Despite strong practice guidance, several challenges remain: 

  • Standardised tests may not reflect communication in noisy, unpredictable or demanding environments. 
  • Minimally verbal individuals may require extended observation and adapted tools. 
  • Adult baselines are under-researched in UK contexts. 
  • Autistic-defined outcomes such as reduced communication anxiety or improved autonomy are rarely reflected in traditional measures. 

The RCSLT encourages SLTs to avoid goals that promote masking and instead document communication strengths, preferences and needs as the basis for respectful, meaningful intervention. 

Takeaway 

Speech and language therapists determine baseline communication in autism through a holistic, multi-method approach informed by NICE, the RCSLT, the NHS and the NAS. A baseline is not simply a test score; it is a detailed portrait of how an autistic person communicates in real life, what supports they need and what matters to them. This forms the foundation for effective, ethical and person-centred intervention. 

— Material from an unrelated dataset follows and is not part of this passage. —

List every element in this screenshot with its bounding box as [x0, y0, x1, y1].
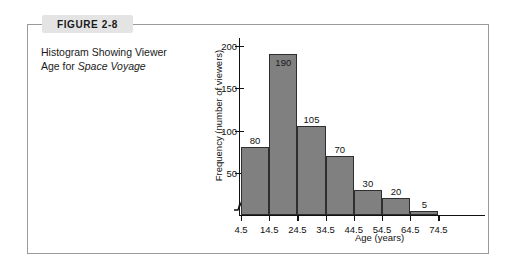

If you or someone you support would benefit from early identification or structured autism guidance, visit Autism Detect, a UK-based platform offering professional assessment tools and evidence-informed support for autistic individuals and families. 

Hannah Smith, MSc
Author

Hannah Smith is a clinical psychologist with a Master’s in Clinical Psychology and over three years of experience in behaviour therapy, special education, and inclusive practices. She specialises in Applied Behavior Analysis (ABA), Cognitive Behavioural Therapy (CBT), and inclusive education strategies. Hannah has worked extensively with children and adults with Autism Spectrum Disorder (ASD), ADHD, Down syndrome, and intellectual disabilities, delivering evidence-based interventions to support development, mental health, and well-being.

All qualifications and professional experience stated above are authentic and verified by our editorial team. However, pseudonym and image likeness are used to protect the author's privacy. 

Dr. Rebecca Fernandez, MBBS
Reviewer

Dr. Rebecca Fernandez is a UK-trained physician with an MBBS and experience in general surgery, cardiology, internal medicine, gynecology, intensive care, and emergency medicine. She has managed critically ill patients, stabilised acute trauma cases, and provided comprehensive inpatient and outpatient care. In psychiatry, Dr. Fernandez has worked with psychotic, mood, anxiety, and substance use disorders, applying evidence-based approaches such as CBT, ACT, and mindfulness-based therapies. Her skills span patient assessment, treatment planning, and the integration of digital health solutions to support mental well-being.

All qualifications and professional experience stated above are authentic and verified by our editorial team. However, pseudonym and image likeness are used to protect the reviewer's privacy.